‘It’s just not real’: Why this expert says to ignore to the ever-changing stimulus deadlines
This week the stimulus negotiations have been focused on a series of self-imposed 48-hour deadlines.
House Speaker Nancy Pelosi said on Sunday a deal was needed by Tuesday evening to implement something before the election. On Tuesday evening, she let the deadline pass and sent a letter to colleagues saying, “I remain hopeful that we can reach an agreement before the election.”
The clock started up again on Wednesday morning when White House Chief of staff Mark Meadows, in a Fox interview, set a new deadline, saying “we do share one goal and that is hopefully to get some kind of deal in the next 48 hours or so.”
Douglas Holtz-Eakin, who was chief economist of the President’s Council of Economic Advisers in the George W. Bush administration, has been involved in the highest levels of Congressional negotiations over the years and isn’t paying the ever shifting deadlines any mind. “It’s part of the political posturing,” he said in an interview with Yahoo Finance. “It’s just not real, it’s part of the theatrics.”
Negotiate ‘through the election’
Holtz-Eakin is skeptical any deal is likely before the election, predicting that the politics on the Democratic side will likely lead Pelosi to “negotiate optimistically cheerfully right through the election.”
“We had a purpose in the timetable,” Pelosi said Tuesday of the missed deadline, “which is that we would establish where we were.”
Republicans, likewise, are motivated to stay at the table and don’t want to be seen as walking away from relief for Americans.
The Biden campaign, Holtz-Eakin said, currently sits with a commanding lead in the polls and would not be inclined to a deal that could “change the ground on which the campaign is being run.”
Holtz-Eakin is president of the American Action Forum and has worked in a variety of influential economics roles for years. He was was director of the Congressional Budget Office in the early 2000s, and later worked as director of domestic and economic policy for the John McCain presidential campaign in 2007 and 2008.
On Wednesday, Pelosi and other officials flagged a range of outstanding issues where both sides remain apart – including spending on state and local governments, school safety, and limiting business liability.
‘What does [Trump] really want?’
The other factor that contributes to pessimism about any imminent deal is President Trump himself.
Earlier this month, Trump tweeted, “I have instructed my representatives to stop negotiating until after the election” before immediately reversing course. Soon enough he claimed to support an even bigger deal than the Democrats had proposed, and the Republicans appeared willing to accept.
Pelosi is holding up STIMULUS, not the Republicans!
— Donald J. Trump (@realDonaldTrump) October 15, 2020
“Did you ever hear a word called negotiation? We’re negotiating,” was the president’s response last week when confronted with his shifting positions at a town hall with NBC.
For Holtz-Eakin, the question is, “What does he really want in a stimulus bill? Your guess is as good as mine.”
And given the back and forth, don’t expect many experts in Washington to be waiting with bated breath Friday when the latest deadline approaches.
“There isn’t any natural deadline” outside of the election, Holtz-Eakin says, predicting that any new deadlines will continue to fall. “I don’t think it’s going to be a go until after the election.“
Ben Werschkul is a producer for Yahoo Finance in Washington, DC.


• _Work instructions_:
Every word in the data below belongs in your copy, exactly as given; the pictures do not.

• _Extracted data_:
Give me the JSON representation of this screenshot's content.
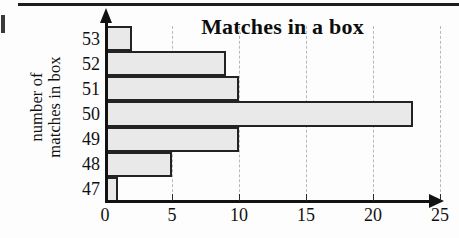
{
  "chart_data": {
    "type": "bar",
    "orientation": "horizontal",
    "title": "Matches in a box",
    "xlabel": "",
    "ylabel": "number of matches in box",
    "ylabel_lines": [
      "number of",
      "matches in box"
    ],
    "categories": [
      "47",
      "48",
      "49",
      "50",
      "51",
      "52",
      "53"
    ],
    "values": [
      1,
      5,
      10,
      23,
      10,
      9,
      2
    ],
    "xlim": [
      0,
      25
    ],
    "xticks": [
      0,
      5,
      10,
      15,
      20,
      25
    ],
    "xtick_labels": [
      "0",
      "5",
      "10",
      "15",
      "20",
      "25"
    ],
    "grid": "vertical-dashed",
    "legend": null,
    "bar_fill_color": "#e9e9e9",
    "bar_border_color": "#232323",
    "axis_color": "#121212",
    "gridline_color": "#b9b9b9"
  }
}
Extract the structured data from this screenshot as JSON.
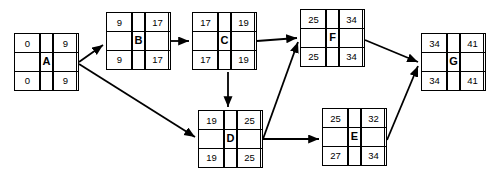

• _Your response_:
Give me the JSON representation of this screenshot's content.
{
  "chart_data": {
    "type": "bar",
    "orientation": "horizontal",
    "title": "Matches in a box",
    "xlabel": "",
    "ylabel": "number of matches in box",
    "ylabel_lines": [
      "number of",
      "matches in box"
    ],
    "categories": [
      "47",
      "48",
      "49",
      "50",
      "51",
      "52",
      "53"
    ],
    "values": [
      1,
      5,
      10,
      23,
      10,
      9,
      2
    ],
    "xlim": [
      0,
      25
    ],
    "xticks": [
      0,
      5,
      10,
      15,
      20,
      25
    ],
    "xtick_labels": [
      "0",
      "5",
      "10",
      "15",
      "20",
      "25"
    ],
    "grid": "vertical-dashed",
    "legend": null,
    "bar_fill_color": "#e9e9e9",
    "bar_border_color": "#232323",
    "axis_color": "#121212",
    "gridline_color": "#b9b9b9"
  }
}
Extract the structured data from this screenshot as JSON.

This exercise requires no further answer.